A Quote by Lewis H. Lapham

Except in a few well-publicized instances (enough to lend credence to the iconography painted on the walls of the media), the rigorous practice of rugged individualism usually leads to poverty, ostracism and disgrace. The rugged individualist is too often mistaken for the misfit, the maverick, the spoilsport, the sore thumb.
I respect and value the ideals of rugged individualism and self-reliance. But rugged individualism didn't defeat the British, it didn't get us to the moon, build our nation's highways, or map the human genome. We did that together. This is the high call of patriotism.
Right now it is a terrible thing to be a rugged individualist; but we don't know what else to be except a feeble nonentity.
Maverick is a word which appeals to me more than misfit. Maverick is active, misfit is passive.
When I was young I was called a rugged individualist. When I was in my fifties I was considered eccentric. Here I am doing and saying the same things I did then and I'm labeled senile.
We all too often have socialism for the rich and rugged free market capitalism for the poor.
The church is challenging such negative cultural elements as superstition, rugged individualism, materialism, hedonism, permissiveness and utilitarianism.
So I'll cherish the old rugged cross, Till my trophies at last I lay down; I will cling to the old rugged cross, And exchange it some day for a crown.
'Rugged individualism' has meant all the 'individualism' for the masters, while the people are regimented into a slave caste to serve a handful of self-seeking 'supermen.' America is perhaps the best representative of this kind of individualism, in whose name political tyranny and social oppression are defended and held up as virtues; while every aspiration and attempt of man to gain freedom and social opportunity to live is denounced as 'un-American' and evil in the name of that same individuality.
Unlike Marxists, conservatives they don't want to control anything. We believe in individualism, self-reliance, rugged individualism, and we trust people that in free markets and free circumstances they will do the best to improve themselves and their families. We want as few controls on them as possible. We love everybody, and we want the best for everybody, and we believe people should be free to use whatever talent and ambition and desire they have to achieve whatever they want.
America was built on rugged individualism, and today that has evolved into a culture of narcissism. But God didn't create you to live for you. If you want to follow Jesus, you have to put aside your selfish ambition.
The manufacturing corporation, except in comparatively few instances, no longer represents a protecting care, a parental influence, over its operatives. It is too often a soulless organization; and its members forget that they are morally responsible for the souls and bodies, as well as for the wages, of those whose labor is the source of their wealth.
Libertarianism, the political philosophy of rugged individualism, ought to hold a natural appeal to tolerant, anti-statist, free-trade conservatives who deplore the turn taken by the party of Abraham Lincoln toward racial prejudice, authoritarianism, and mercantilism.
Perhaps the seeds of redemption lay not just in perseverance, hard work, and rugged individualism. Perhaps they lay in something more fundamental—the simple notion of everyone pitching in and pulling together.
Individualism is a denial that life has any meaning except the gratification of the ego; in politics it must end in anarchy. It is not possible for one man to be both Christian and Individualist.
One cannot be pessimistic about the West. This is the native home of hope. When it fully learns that cooperation, not rugged individualism, is the quality that most characterizes and preserves it, then it will have achieved itself and outlived its origins. Then it has a chance to create a society to match its scenery.
For all the huffing and blowing we get about rugged individualism, the American spirit and the American experiment always have had at their heart the notion that the government is all of us and that, therefore, the government may keep things in trust for all of us.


> [Problem] Repeat each line of the material below exactly as it appears, minus any pictures.

> [Source material]
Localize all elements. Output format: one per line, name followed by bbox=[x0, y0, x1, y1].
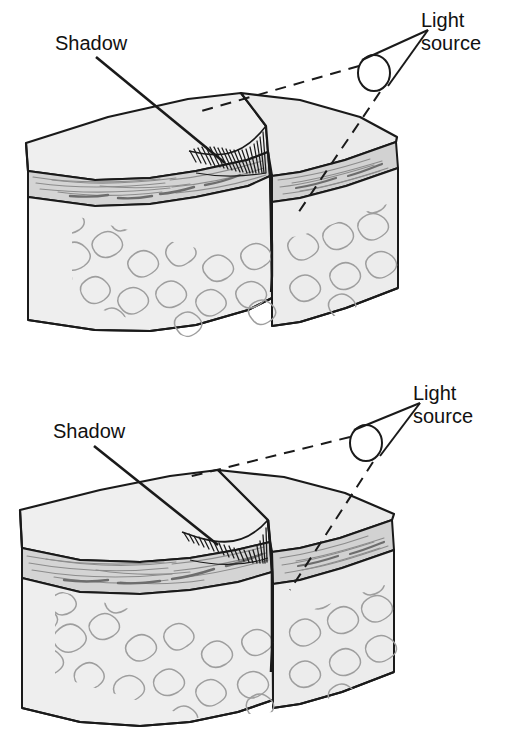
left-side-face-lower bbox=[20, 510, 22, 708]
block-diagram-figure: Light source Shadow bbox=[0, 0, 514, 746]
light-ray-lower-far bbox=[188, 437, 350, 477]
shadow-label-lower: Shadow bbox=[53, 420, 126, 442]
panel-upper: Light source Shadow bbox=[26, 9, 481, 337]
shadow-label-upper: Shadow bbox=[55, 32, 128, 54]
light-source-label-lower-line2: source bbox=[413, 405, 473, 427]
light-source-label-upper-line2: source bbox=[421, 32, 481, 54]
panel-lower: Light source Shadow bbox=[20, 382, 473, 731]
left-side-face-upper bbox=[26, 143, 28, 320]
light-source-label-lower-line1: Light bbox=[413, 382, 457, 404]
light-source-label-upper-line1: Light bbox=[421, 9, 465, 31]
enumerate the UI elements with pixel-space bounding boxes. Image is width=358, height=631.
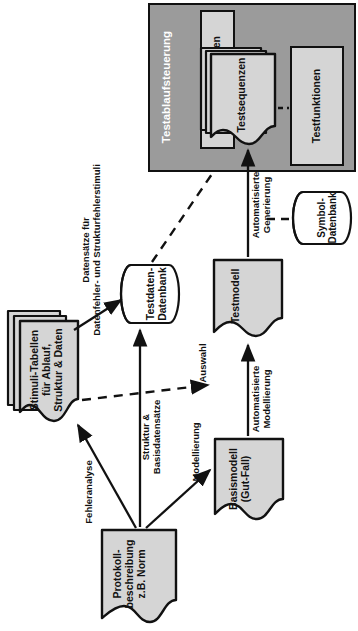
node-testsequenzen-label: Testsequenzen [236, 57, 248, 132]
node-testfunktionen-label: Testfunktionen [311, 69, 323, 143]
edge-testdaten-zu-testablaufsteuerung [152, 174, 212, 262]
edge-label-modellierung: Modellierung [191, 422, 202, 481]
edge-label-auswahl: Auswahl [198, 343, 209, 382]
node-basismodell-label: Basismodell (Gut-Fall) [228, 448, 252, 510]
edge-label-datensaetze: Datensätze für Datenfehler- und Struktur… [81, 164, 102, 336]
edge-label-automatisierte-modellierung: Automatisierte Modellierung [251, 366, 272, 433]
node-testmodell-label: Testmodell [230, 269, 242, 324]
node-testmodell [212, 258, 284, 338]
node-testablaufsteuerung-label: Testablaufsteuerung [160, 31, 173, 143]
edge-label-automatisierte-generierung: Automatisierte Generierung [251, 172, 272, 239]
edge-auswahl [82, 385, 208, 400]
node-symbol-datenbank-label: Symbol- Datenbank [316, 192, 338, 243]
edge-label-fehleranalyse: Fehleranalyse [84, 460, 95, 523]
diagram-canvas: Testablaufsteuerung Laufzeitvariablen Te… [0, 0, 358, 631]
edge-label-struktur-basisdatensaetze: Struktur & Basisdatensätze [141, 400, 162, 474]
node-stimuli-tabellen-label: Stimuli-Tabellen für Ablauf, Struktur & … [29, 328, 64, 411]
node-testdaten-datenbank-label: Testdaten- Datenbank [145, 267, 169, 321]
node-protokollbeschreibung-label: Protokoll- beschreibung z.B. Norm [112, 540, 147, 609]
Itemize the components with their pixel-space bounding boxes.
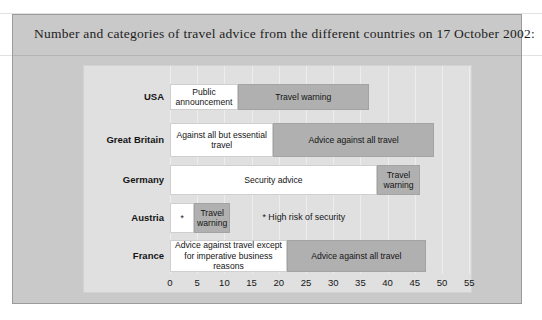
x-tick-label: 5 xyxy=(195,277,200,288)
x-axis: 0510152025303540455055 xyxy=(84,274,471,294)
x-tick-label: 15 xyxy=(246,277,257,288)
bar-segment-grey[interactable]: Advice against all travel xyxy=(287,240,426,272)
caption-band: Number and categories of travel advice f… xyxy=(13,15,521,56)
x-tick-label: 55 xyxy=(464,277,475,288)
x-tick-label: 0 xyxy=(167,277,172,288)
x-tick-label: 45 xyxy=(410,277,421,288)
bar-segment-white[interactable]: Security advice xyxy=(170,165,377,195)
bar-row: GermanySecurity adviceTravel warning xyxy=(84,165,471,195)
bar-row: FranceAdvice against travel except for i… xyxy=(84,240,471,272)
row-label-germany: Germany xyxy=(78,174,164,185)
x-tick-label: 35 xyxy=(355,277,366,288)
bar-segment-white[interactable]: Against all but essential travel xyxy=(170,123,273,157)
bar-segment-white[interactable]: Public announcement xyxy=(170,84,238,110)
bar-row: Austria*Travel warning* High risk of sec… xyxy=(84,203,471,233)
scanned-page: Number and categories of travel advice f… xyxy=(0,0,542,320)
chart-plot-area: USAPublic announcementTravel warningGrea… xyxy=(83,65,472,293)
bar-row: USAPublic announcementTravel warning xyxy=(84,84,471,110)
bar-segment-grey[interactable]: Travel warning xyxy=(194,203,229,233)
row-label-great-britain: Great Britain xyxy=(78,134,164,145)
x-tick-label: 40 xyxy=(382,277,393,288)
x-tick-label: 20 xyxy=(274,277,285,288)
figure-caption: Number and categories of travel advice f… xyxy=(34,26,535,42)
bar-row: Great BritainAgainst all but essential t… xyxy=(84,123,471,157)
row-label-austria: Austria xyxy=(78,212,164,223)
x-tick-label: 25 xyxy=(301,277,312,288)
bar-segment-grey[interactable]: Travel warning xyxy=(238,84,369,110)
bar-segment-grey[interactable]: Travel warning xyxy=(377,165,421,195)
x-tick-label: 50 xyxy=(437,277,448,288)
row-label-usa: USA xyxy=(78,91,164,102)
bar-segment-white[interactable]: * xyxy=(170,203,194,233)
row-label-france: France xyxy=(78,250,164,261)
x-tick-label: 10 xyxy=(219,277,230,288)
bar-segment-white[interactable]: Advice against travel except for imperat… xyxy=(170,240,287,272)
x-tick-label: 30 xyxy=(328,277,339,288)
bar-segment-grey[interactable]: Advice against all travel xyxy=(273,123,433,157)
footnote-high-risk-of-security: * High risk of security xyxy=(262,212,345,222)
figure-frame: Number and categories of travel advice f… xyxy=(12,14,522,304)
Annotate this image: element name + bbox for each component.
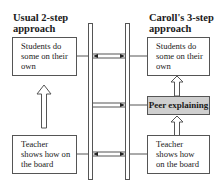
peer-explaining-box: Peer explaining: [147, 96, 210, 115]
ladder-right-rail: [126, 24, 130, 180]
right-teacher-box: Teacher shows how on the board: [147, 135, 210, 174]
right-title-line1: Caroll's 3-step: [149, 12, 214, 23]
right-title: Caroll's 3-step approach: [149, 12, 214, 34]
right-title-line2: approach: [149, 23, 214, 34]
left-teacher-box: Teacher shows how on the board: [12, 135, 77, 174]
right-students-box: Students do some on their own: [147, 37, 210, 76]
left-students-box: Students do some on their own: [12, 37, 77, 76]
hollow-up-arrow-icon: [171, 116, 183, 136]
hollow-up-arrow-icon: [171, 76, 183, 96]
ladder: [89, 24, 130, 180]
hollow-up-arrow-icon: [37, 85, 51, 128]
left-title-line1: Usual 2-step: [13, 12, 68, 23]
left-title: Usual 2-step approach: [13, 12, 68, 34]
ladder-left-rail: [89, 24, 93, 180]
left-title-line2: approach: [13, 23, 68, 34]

> [Exercise response]
Localize all elements. Output format: one per line, name followed by bbox=[x0, y0, x1, y1].
left-side-face-lower bbox=[20, 510, 22, 708]
block-diagram-figure: Light source Shadow bbox=[0, 0, 514, 746]
light-ray-lower-far bbox=[188, 437, 350, 477]
shadow-label-lower: Shadow bbox=[53, 420, 126, 442]
panel-upper: Light source Shadow bbox=[26, 9, 481, 337]
shadow-label-upper: Shadow bbox=[55, 32, 128, 54]
light-source-label-lower-line2: source bbox=[413, 405, 473, 427]
light-source-label-upper-line2: source bbox=[421, 32, 481, 54]
panel-lower: Light source Shadow bbox=[20, 382, 473, 731]
left-side-face-upper bbox=[26, 143, 28, 320]
light-source-label-lower-line1: Light bbox=[413, 382, 457, 404]
light-source-label-upper-line1: Light bbox=[421, 9, 465, 31]
enumerate the UI elements with pixel-space bounding boxes. Image is width=358, height=631.
node-testsequenzen-label: Testsequenzen [236, 57, 248, 132]
node-testfunktionen-label: Testfunktionen [311, 69, 323, 143]
edge-testdaten-zu-testablaufsteuerung [152, 174, 212, 262]
edge-label-modellierung: Modellierung [191, 422, 202, 481]
edge-label-auswahl: Auswahl [198, 343, 209, 382]
node-basismodell-label: Basismodell (Gut-Fall) [228, 448, 252, 510]
edge-label-datensaetze: Datensätze für Datenfehler- und Struktur… [81, 164, 102, 336]
edge-label-automatisierte-modellierung: Automatisierte Modellierung [251, 366, 272, 433]
node-testmodell-label: Testmodell [230, 269, 242, 324]
node-testmodell [212, 258, 284, 338]
node-testablaufsteuerung-label: Testablaufsteuerung [160, 31, 173, 143]
edge-label-automatisierte-generierung: Automatisierte Generierung [251, 172, 272, 239]
edge-auswahl [82, 385, 208, 400]
node-symbol-datenbank-label: Symbol- Datenbank [316, 192, 338, 243]
edge-label-fehleranalyse: Fehleranalyse [84, 460, 95, 523]
diagram-canvas: Testablaufsteuerung Laufzeitvariablen Te… [0, 0, 358, 631]
edge-label-struktur-basisdatensaetze: Struktur & Basisdatensätze [141, 400, 162, 474]
node-stimuli-tabellen-label: Stimuli-Tabellen für Ablauf, Struktur & … [29, 328, 64, 411]
node-testdaten-datenbank-label: Testdaten- Datenbank [145, 267, 169, 321]
node-protokollbeschreibung-label: Protokoll- beschreibung z.B. Norm [112, 540, 147, 609]
Itemize the components with their pixel-space bounding boxes.
x-tick-label: 5 xyxy=(195,277,200,288)
x-axis: 0510152025303540455055 xyxy=(84,274,471,294)
x-tick-label: 15 xyxy=(246,277,257,288)
bar-segment-grey[interactable]: Advice against all travel xyxy=(287,240,426,272)
caption-band: Number and categories of travel advice f… xyxy=(13,15,521,56)
x-tick-label: 55 xyxy=(464,277,475,288)
x-tick-label: 0 xyxy=(167,277,172,288)
x-tick-label: 45 xyxy=(410,277,421,288)
bar-segment-white[interactable]: Security advice xyxy=(170,165,377,195)
bar-row: GermanySecurity adviceTravel warning xyxy=(84,165,471,195)
bar-row: FranceAdvice against travel except for i… xyxy=(84,240,471,272)
row-label-germany: Germany xyxy=(78,174,164,185)
x-tick-label: 35 xyxy=(355,277,366,288)
bar-segment-white[interactable]: Against all but essential travel xyxy=(170,123,273,157)
bar-segment-white[interactable]: Public announcement xyxy=(170,84,238,110)
bar-row: Austria*Travel warning* High risk of sec… xyxy=(84,203,471,233)
scanned-page: Number and categories of travel advice f… xyxy=(0,0,542,320)
chart-plot-area: USAPublic announcementTravel warningGrea… xyxy=(83,65,472,293)
bar-row: USAPublic announcementTravel warning xyxy=(84,84,471,110)
bar-segment-grey[interactable]: Travel warning xyxy=(194,203,229,233)
row-label-great-britain: Great Britain xyxy=(78,134,164,145)
x-tick-label: 40 xyxy=(382,277,393,288)
x-tick-label: 20 xyxy=(274,277,285,288)
figure-caption: Number and categories of travel advice f… xyxy=(34,26,535,42)
bar-row: Great BritainAgainst all but essential t… xyxy=(84,123,471,157)
row-label-austria: Austria xyxy=(78,212,164,223)
x-tick-label: 25 xyxy=(301,277,312,288)
bar-segment-grey[interactable]: Travel warning xyxy=(238,84,369,110)
bar-segment-grey[interactable]: Travel warning xyxy=(377,165,421,195)
x-tick-label: 50 xyxy=(437,277,448,288)
row-label-usa: USA xyxy=(78,91,164,102)
bar-segment-white[interactable]: * xyxy=(170,203,194,233)
row-label-france: France xyxy=(78,250,164,261)
x-tick-label: 10 xyxy=(219,277,230,288)
bar-segment-white[interactable]: Advice against travel except for imperat… xyxy=(170,240,287,272)
x-tick-label: 30 xyxy=(328,277,339,288)
bar-segment-grey[interactable]: Advice against all travel xyxy=(273,123,433,157)
footnote-high-risk-of-security: * High risk of security xyxy=(262,212,345,222)
figure-frame: Number and categories of travel advice f… xyxy=(12,14,522,304)
Annotate this image: element name + bbox for each component.
peer-explaining-box: Peer explaining: [147, 96, 210, 115]
ladder-right-rail: [126, 24, 130, 180]
right-teacher-box: Teacher shows how on the board: [147, 135, 210, 174]
right-title-line1: Caroll's 3-step: [149, 12, 214, 23]
right-title: Caroll's 3-step approach: [149, 12, 214, 34]
right-title-line2: approach: [149, 23, 214, 34]
left-teacher-box: Teacher shows how on the board: [12, 135, 77, 174]
right-students-box: Students do some on their own: [147, 37, 210, 76]
left-students-box: Students do some on their own: [12, 37, 77, 76]
hollow-up-arrow-icon: [171, 116, 183, 136]
hollow-up-arrow-icon: [171, 76, 183, 96]
ladder: [89, 24, 130, 180]
hollow-up-arrow-icon: [37, 85, 51, 128]
left-title-line1: Usual 2-step: [13, 12, 68, 23]
left-title: Usual 2-step approach: [13, 12, 68, 34]
ladder-left-rail: [89, 24, 93, 180]
left-title-line2: approach: [13, 23, 68, 34]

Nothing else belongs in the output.